Dan Ariely concludes:


The die was cast, and the anchor was set. Moreover, once the first decision had been made, other decisions followed in what seemed to be a logical and coherent manner. The students did not know whether listening to me recite poetry was a good or bad experience, but whatever their first decision was, they used it as input for their subsequent decisions and provided a coherent pattern of responses across the three poetry readings.

Reward systems that bribe kids to learn implant a dangerous anchor. What if kids come to see learning as a mere means to an end? What if they see learning as something to only engage in if the conditions are profitable?

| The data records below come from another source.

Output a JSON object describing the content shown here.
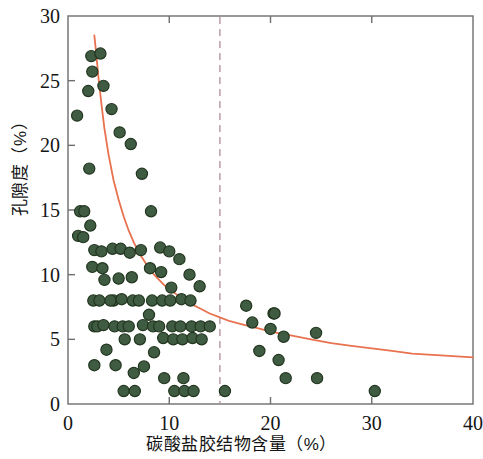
{
  "chart_data": {
    "type": "scatter",
    "title": "",
    "xlabel": "碳酸盐胶结物含量（%）",
    "ylabel": "孔隙度（%）",
    "xlim": [
      0,
      40
    ],
    "ylim": [
      0,
      30
    ],
    "xticks": [
      0,
      10,
      20,
      30,
      40
    ],
    "yticks": [
      0,
      5,
      10,
      15,
      20,
      25,
      30
    ],
    "xtick_labels": [
      "0",
      "10",
      "20",
      "30",
      "40"
    ],
    "ytick_labels": [
      "0",
      "5",
      "10",
      "15",
      "20",
      "25",
      "30"
    ],
    "grid": false,
    "legend": null,
    "marker_color": "#3f5c42",
    "marker_edge_color": "#22351f",
    "marker_size": 9,
    "series": [
      {
        "name": "样品点",
        "type": "scatter",
        "points": [
          [
            0.9,
            22.3
          ],
          [
            1.0,
            13.0
          ],
          [
            1.2,
            14.9
          ],
          [
            1.5,
            12.9
          ],
          [
            2.3,
            26.9
          ],
          [
            2.4,
            25.7
          ],
          [
            2.0,
            24.2
          ],
          [
            1.6,
            14.9
          ],
          [
            2.2,
            13.8
          ],
          [
            2.1,
            18.2
          ],
          [
            2.6,
            11.9
          ],
          [
            2.4,
            10.6
          ],
          [
            2.5,
            8.0
          ],
          [
            2.6,
            6.0
          ],
          [
            2.9,
            6.0
          ],
          [
            2.6,
            3.0
          ],
          [
            3.2,
            27.1
          ],
          [
            3.5,
            24.6
          ],
          [
            3.3,
            11.8
          ],
          [
            3.4,
            10.5
          ],
          [
            3.6,
            9.6
          ],
          [
            3.5,
            6.1
          ],
          [
            3.8,
            4.2
          ],
          [
            3.1,
            8.0
          ],
          [
            4.3,
            22.8
          ],
          [
            4.4,
            12.0
          ],
          [
            4.5,
            8.0
          ],
          [
            4.6,
            6.0
          ],
          [
            4.2,
            8.0
          ],
          [
            4.7,
            3.0
          ],
          [
            5.1,
            21.0
          ],
          [
            5.2,
            12.0
          ],
          [
            5.0,
            9.7
          ],
          [
            5.3,
            8.1
          ],
          [
            5.4,
            6.0
          ],
          [
            5.6,
            5.0
          ],
          [
            5.5,
            1.0
          ],
          [
            6.2,
            20.1
          ],
          [
            6.1,
            11.7
          ],
          [
            6.3,
            9.8
          ],
          [
            6.4,
            8.0
          ],
          [
            6.0,
            6.0
          ],
          [
            6.5,
            2.4
          ],
          [
            6.6,
            1.0
          ],
          [
            7.3,
            17.8
          ],
          [
            7.2,
            11.9
          ],
          [
            7.0,
            8.0
          ],
          [
            7.4,
            6.1
          ],
          [
            7.1,
            5.0
          ],
          [
            7.5,
            2.9
          ],
          [
            8.2,
            14.9
          ],
          [
            8.1,
            10.5
          ],
          [
            8.3,
            8.0
          ],
          [
            8.0,
            6.9
          ],
          [
            8.4,
            6.0
          ],
          [
            8.5,
            4.0
          ],
          [
            9.1,
            12.1
          ],
          [
            9.2,
            10.2
          ],
          [
            9.3,
            8.0
          ],
          [
            9.0,
            6.0
          ],
          [
            9.4,
            5.1
          ],
          [
            9.5,
            2.0
          ],
          [
            10.0,
            11.8
          ],
          [
            10.2,
            9.0
          ],
          [
            10.1,
            8.0
          ],
          [
            10.3,
            6.0
          ],
          [
            10.4,
            5.0
          ],
          [
            10.5,
            1.0
          ],
          [
            11.0,
            11.2
          ],
          [
            11.2,
            8.1
          ],
          [
            11.1,
            6.0
          ],
          [
            11.3,
            5.0
          ],
          [
            11.4,
            2.0
          ],
          [
            11.5,
            1.0
          ],
          [
            12.0,
            10.0
          ],
          [
            12.1,
            8.0
          ],
          [
            12.2,
            6.0
          ],
          [
            12.3,
            5.1
          ],
          [
            12.4,
            1.0
          ],
          [
            13.0,
            9.1
          ],
          [
            13.1,
            6.0
          ],
          [
            13.2,
            5.0
          ],
          [
            14.0,
            6.0
          ],
          [
            15.5,
            1.0
          ],
          [
            17.6,
            7.6
          ],
          [
            18.2,
            6.3
          ],
          [
            18.9,
            4.1
          ],
          [
            20.0,
            5.8
          ],
          [
            20.3,
            7.0
          ],
          [
            20.4,
            7.0
          ],
          [
            20.8,
            3.4
          ],
          [
            21.3,
            5.2
          ],
          [
            21.5,
            2.0
          ],
          [
            24.5,
            5.5
          ],
          [
            24.6,
            2.0
          ],
          [
            30.3,
            1.0
          ]
        ]
      }
    ],
    "fit_curve": {
      "name": "拟合曲线",
      "type": "power_decay",
      "color": "#e8724f",
      "linewidth": 1.8,
      "points": [
        [
          2.6,
          28.5
        ],
        [
          2.8,
          27.0
        ],
        [
          3.0,
          25.3
        ],
        [
          3.3,
          23.2
        ],
        [
          3.6,
          21.3
        ],
        [
          4.0,
          19.3
        ],
        [
          4.5,
          17.3
        ],
        [
          5.0,
          15.8
        ],
        [
          5.5,
          14.5
        ],
        [
          6.0,
          13.4
        ],
        [
          6.5,
          12.5
        ],
        [
          7.0,
          11.7
        ],
        [
          7.5,
          11.1
        ],
        [
          8.0,
          10.5
        ],
        [
          8.5,
          10.0
        ],
        [
          9.0,
          9.6
        ],
        [
          9.5,
          9.2
        ],
        [
          10.0,
          8.9
        ],
        [
          11.0,
          8.3
        ],
        [
          12.0,
          7.8
        ],
        [
          13.0,
          7.4
        ],
        [
          14.0,
          7.0
        ],
        [
          15.0,
          6.7
        ],
        [
          16.0,
          6.4
        ],
        [
          17.0,
          6.2
        ],
        [
          18.0,
          6.0
        ],
        [
          19.0,
          5.8
        ],
        [
          20.0,
          5.6
        ],
        [
          22.0,
          5.3
        ],
        [
          24.0,
          5.0
        ],
        [
          26.0,
          4.7
        ],
        [
          28.0,
          4.5
        ],
        [
          30.0,
          4.3
        ],
        [
          32.0,
          4.1
        ],
        [
          34.0,
          3.9
        ],
        [
          36.0,
          3.8
        ],
        [
          38.0,
          3.7
        ],
        [
          40.0,
          3.6
        ]
      ]
    },
    "reference_line": {
      "name": "临界含量参考线",
      "orientation": "vertical",
      "value": 15,
      "color": "#c0a2ae",
      "style": "dashed"
    }
  }
}
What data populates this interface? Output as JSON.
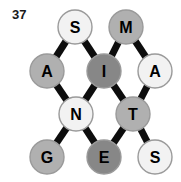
{
  "figure": {
    "index_label": "37",
    "width": 181,
    "height": 182,
    "background": "#ffffff"
  },
  "palette": {
    "edge": "#0d0d0d",
    "node_border": "#9a9a9a",
    "node_text": "#000000",
    "fill_light": "#f2f2f2",
    "fill_medium": "#b0b0b0",
    "fill_dark": "#878787"
  },
  "graph": {
    "type": "undirected-lattice-graph",
    "node_radius": 17,
    "nodes": [
      {
        "id": "n0",
        "label": "S",
        "x": 75,
        "y": 27,
        "shade": "light",
        "fill": "#f2f2f2"
      },
      {
        "id": "n1",
        "label": "M",
        "x": 126,
        "y": 27,
        "shade": "medium",
        "fill": "#b0b0b0"
      },
      {
        "id": "n2",
        "label": "A",
        "x": 47,
        "y": 71,
        "shade": "medium",
        "fill": "#b0b0b0"
      },
      {
        "id": "n3",
        "label": "I",
        "x": 104,
        "y": 71,
        "shade": "dark",
        "fill": "#878787"
      },
      {
        "id": "n4",
        "label": "A",
        "x": 155,
        "y": 71,
        "shade": "light",
        "fill": "#f2f2f2"
      },
      {
        "id": "n5",
        "label": "N",
        "x": 76,
        "y": 114,
        "shade": "light",
        "fill": "#f2f2f2"
      },
      {
        "id": "n6",
        "label": "T",
        "x": 133,
        "y": 114,
        "shade": "medium",
        "fill": "#b0b0b0"
      },
      {
        "id": "n7",
        "label": "G",
        "x": 47,
        "y": 157,
        "shade": "medium",
        "fill": "#b0b0b0"
      },
      {
        "id": "n8",
        "label": "E",
        "x": 104,
        "y": 157,
        "shade": "dark",
        "fill": "#878787"
      },
      {
        "id": "n9",
        "label": "S",
        "x": 155,
        "y": 157,
        "shade": "light",
        "fill": "#f2f2f2"
      }
    ],
    "edges": [
      {
        "from": "n0",
        "to": "n2"
      },
      {
        "from": "n0",
        "to": "n3"
      },
      {
        "from": "n1",
        "to": "n3"
      },
      {
        "from": "n1",
        "to": "n4"
      },
      {
        "from": "n2",
        "to": "n5"
      },
      {
        "from": "n3",
        "to": "n5"
      },
      {
        "from": "n3",
        "to": "n6"
      },
      {
        "from": "n4",
        "to": "n6"
      },
      {
        "from": "n5",
        "to": "n7"
      },
      {
        "from": "n5",
        "to": "n8"
      },
      {
        "from": "n6",
        "to": "n8"
      },
      {
        "from": "n6",
        "to": "n9"
      }
    ]
  }
}
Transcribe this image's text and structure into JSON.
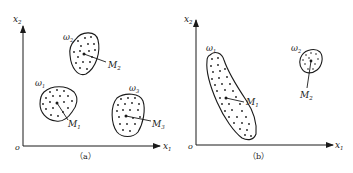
{
  "figure": {
    "panels": [
      {
        "id": "a",
        "caption": "（a）",
        "axes": {
          "origin": "o",
          "x_label": "x",
          "x_sub": "1",
          "y_label": "x",
          "y_sub": "2"
        },
        "clusters": [
          {
            "class_label": "ω",
            "class_sub": "2",
            "center_label": "M",
            "center_sub": "2"
          },
          {
            "class_label": "ω",
            "class_sub": "1",
            "center_label": "M",
            "center_sub": "1"
          },
          {
            "class_label": "ω",
            "class_sub": "3",
            "center_label": "M",
            "center_sub": "3"
          }
        ]
      },
      {
        "id": "b",
        "caption": "（b）",
        "axes": {
          "origin": "o",
          "x_label": "x",
          "x_sub": "1",
          "y_label": "x",
          "y_sub": "2"
        },
        "clusters": [
          {
            "class_label": "ω",
            "class_sub": "1",
            "center_label": "M",
            "center_sub": "1"
          },
          {
            "class_label": "ω",
            "class_sub": "2",
            "center_label": "M",
            "center_sub": "2"
          }
        ]
      }
    ],
    "colors": {
      "ink": "#1a1a1a",
      "background": "#ffffff"
    }
  }
}
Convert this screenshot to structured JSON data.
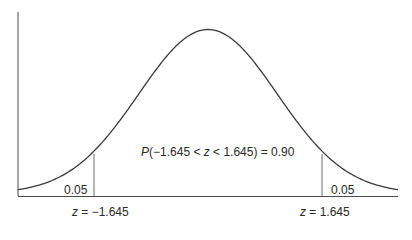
{
  "diagram": {
    "type": "normal-distribution",
    "colors": {
      "curve": "#3a3a3a",
      "axis": "#4a4a4a",
      "cutoff": "#6a6a6a",
      "text": "#2a2a2a",
      "background": "#ffffff"
    },
    "center_label": {
      "prefix": "P",
      "body": "(−1.645 < ",
      "var": "z",
      "body2": " < 1.645) = 0.90"
    },
    "left_tail": {
      "area": "0.05",
      "z_var": "z",
      "z_text": " = −1.645"
    },
    "right_tail": {
      "area": "0.05",
      "z_var": "z",
      "z_text": " = 1.645"
    }
  },
  "chart_data": {
    "type": "area",
    "title": "",
    "distribution": "standard normal",
    "cutoffs": [
      -1.645,
      1.645
    ],
    "regions": [
      {
        "name": "left tail",
        "range": [
          "-inf",
          -1.645
        ],
        "probability": 0.05
      },
      {
        "name": "center",
        "range": [
          -1.645,
          1.645
        ],
        "probability": 0.9
      },
      {
        "name": "right tail",
        "range": [
          1.645,
          "inf"
        ],
        "probability": 0.05
      }
    ],
    "annotations": [
      "P(−1.645 < z < 1.645) = 0.90",
      "0.05",
      "0.05",
      "z = −1.645",
      "z = 1.645"
    ],
    "xlabel": "",
    "ylabel": "",
    "grid": false
  }
}
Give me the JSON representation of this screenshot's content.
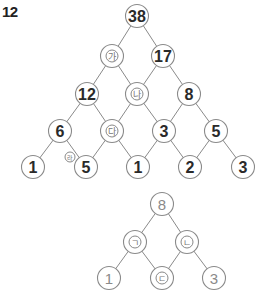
{
  "problem": {
    "number": "12"
  },
  "colors": {
    "stroke": "#8a8a8a",
    "number_text": "#2a2a2a",
    "label_text": "#777777",
    "light_number_text": "#8a8a8a"
  },
  "pyramid": {
    "rows": [
      [
        "38"
      ],
      [
        "가",
        "17"
      ],
      [
        "12",
        "나",
        "8"
      ],
      [
        "6",
        "다",
        "3",
        "5"
      ],
      [
        "1",
        "5",
        "1",
        "2",
        "3"
      ]
    ],
    "side_label": "라",
    "nodes": {
      "r0c0": "38",
      "r1c0": "가",
      "r1c1": "17",
      "r2c0": "12",
      "r2c1": "나",
      "r2c2": "8",
      "r3c0": "6",
      "r3c1": "다",
      "r3c2": "3",
      "r3c3": "5",
      "r4c0": "1",
      "r4c1": "5",
      "r4c2": "1",
      "r4c3": "2",
      "r4c4": "3"
    }
  },
  "sub_pyramid": {
    "rows": [
      [
        "8"
      ],
      [
        "ㄱ",
        "ㄴ"
      ],
      [
        "1",
        "ㄷ",
        "3"
      ]
    ],
    "nodes": {
      "top": "8",
      "mid_left": "ㄱ",
      "mid_right": "ㄴ",
      "bot_left": "1",
      "bot_mid": "ㄷ",
      "bot_right": "3"
    }
  }
}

To further make his point, Ariely quotes Mark Twain:


Work consists of whatever a body is obliged to do, and play consists of whatever a body is not obliged to do.

What if all of our extrinsic manipulators, whether they be exorbitant rewards or ghastly punishments, are herding kids to anchor learning in as an obligation - something they ideally would never need or want to engage in?

We need to think long and hard on bait-and-switch systems that frame learning as a chore.

We may be doing far greater harm than we could ever imagine.